With energy and the economy both causing headaches, 2008 has been a big year for local governments recognizing and planning for peak oil. Finding a way forward in a future of constrained energy will require much of planners.
"2008 was a big year for government responses to peak oil. Post Carbon Cities, which tracks local government responses to the issue, has added a number of new towns -- not just the "usual suspects" -- to its list. But the bill is rapidly coming due on our "energy gluttony problem," and U.S. cities are left bedecked with infrastructure that requires cheap, easy energy.
The way ahead is not obvious for either planners or government officials. Planning and engineering practice is still rooted in a 20th-century mindset that assumes energy --and especially gasoline-- will be readily available and affordable for decades to come. As decades-long trends of both suburbanization and globalization come up against the resource limits of the 21st century, we'll have to move quickly to adjust to the new rules.
One of those new rules was explained succinctly by Bloustein School of Planning (Rutgers University) Dean James Hughes this past June: 'Distance matters.' If 2008 turns out to be the year that the big post-war economic and development trends finally came to an end, perhaps it will also be the year that we finally stopped pretending that distance didn't matter."
FULL STORY: Post Carbon Cities 2008 Year in Review

Alabama: Trump Terminates Settlements for Black Communities Harmed By Raw Sewage
Trump deemed the landmark civil rights agreement “illegal DEI and environmental justice policy.”

Planetizen Federal Action Tracker
A weekly monitor of how Trump’s orders and actions are impacting planners and planning in America.

The 120 Year Old Tiny Home Villages That Sheltered San Francisco’s Earthquake Refugees
More than a century ago, San Francisco mobilized to house thousands of residents displaced by the 1906 earthquake. Could their strategy offer a model for the present?

In Both Crashes and Crime, Public Transportation is Far Safer than Driving
Contrary to popular assumptions, public transportation has far lower crash and crime rates than automobile travel. For safer communities, improve and encourage transit travel.

Report: Zoning Reforms Should Complement Nashville’s Ambitious Transit Plan
Without reform, restrictive zoning codes will limit the impact of the city’s planned transit expansion and could exclude some of the residents who depend on transit the most.

Judge Orders Release of Frozen IRA, IIJA Funding
The decision is a victory for environmental groups who charged that freezing funds for critical infrastructure and disaster response programs caused “real and irreparable harm” to communities.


*Task*
The answer must be an exact copy of the entries that follow, with all images removed.

*Task input*
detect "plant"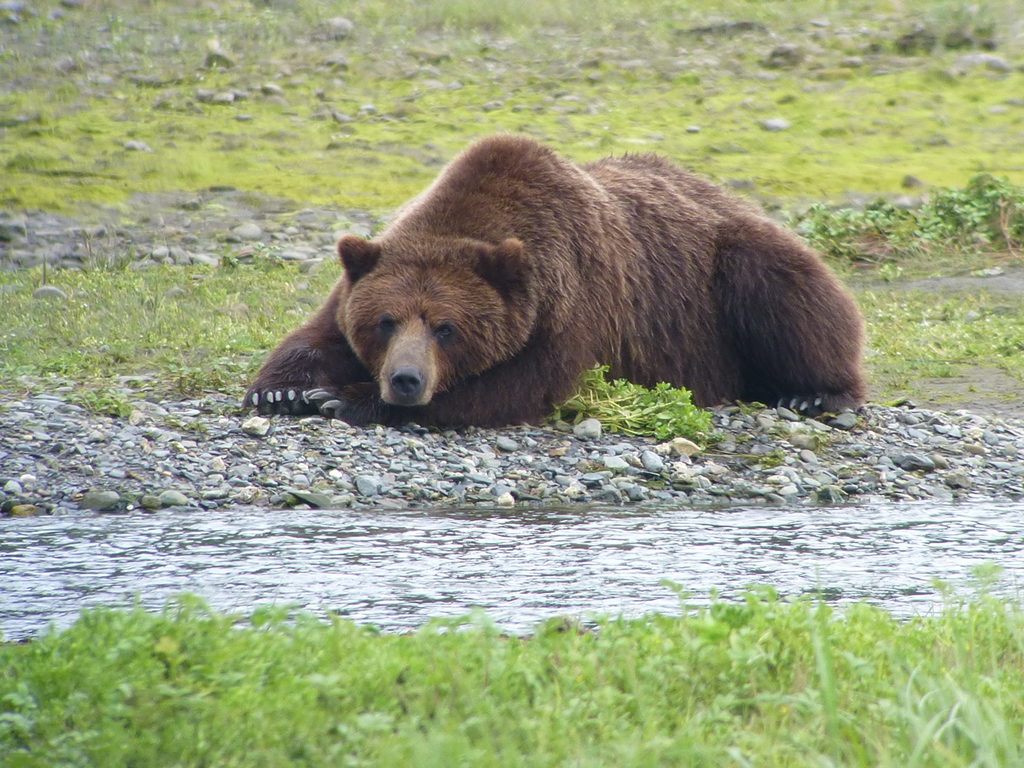
(70,384,131,422)
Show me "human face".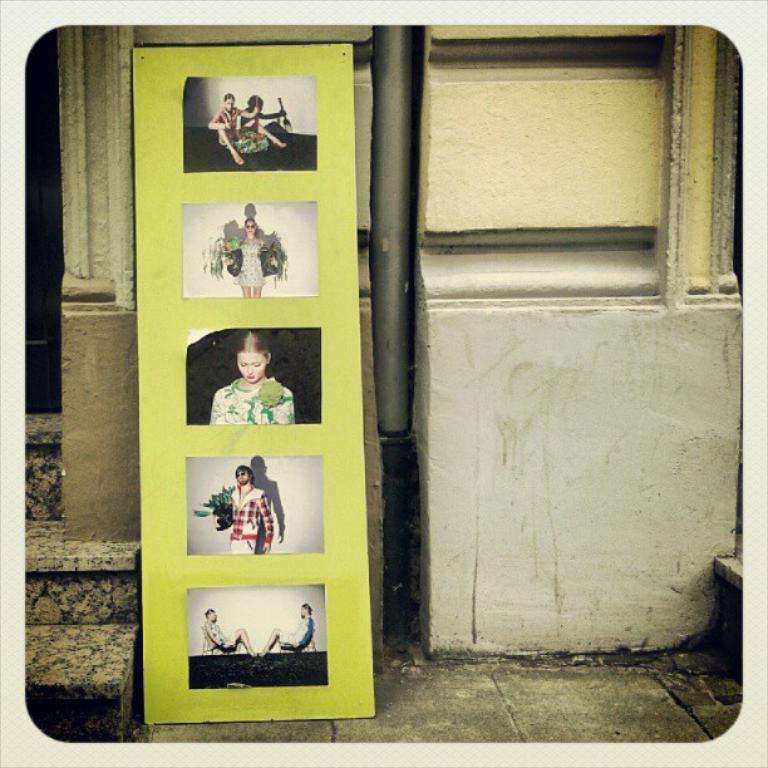
"human face" is here: [x1=212, y1=610, x2=216, y2=621].
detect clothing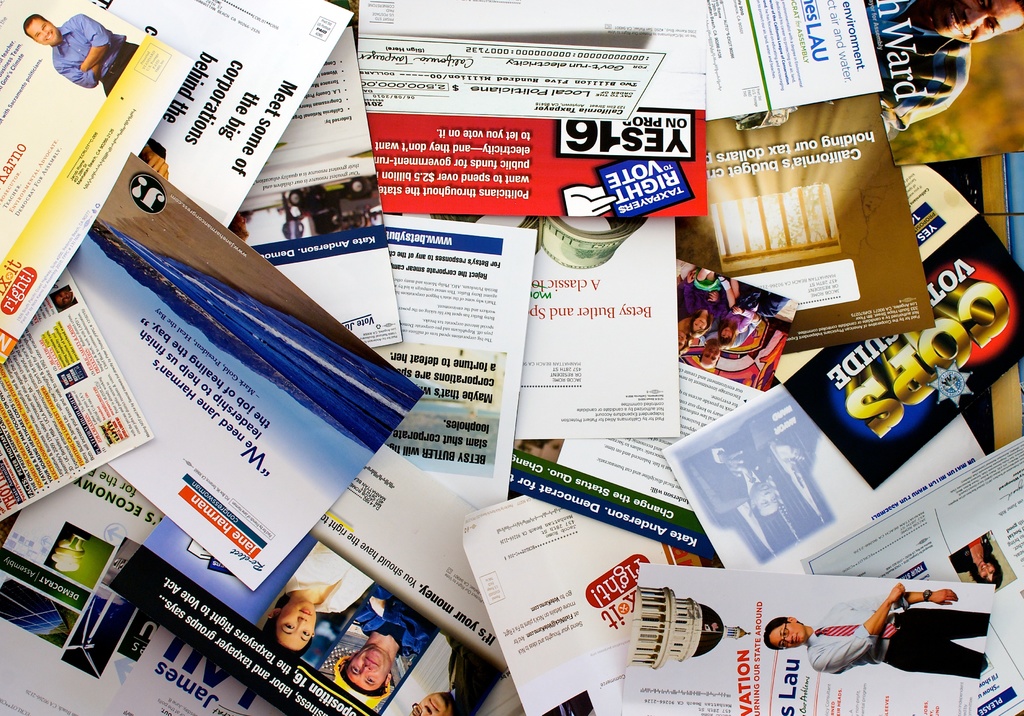
[348,585,422,657]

*Answer to this exercise*
detect "plant"
(70,384,131,422)
Show me "human face".
"human face" is here: [x1=212, y1=610, x2=216, y2=621].
detect clothing
[348,585,422,657]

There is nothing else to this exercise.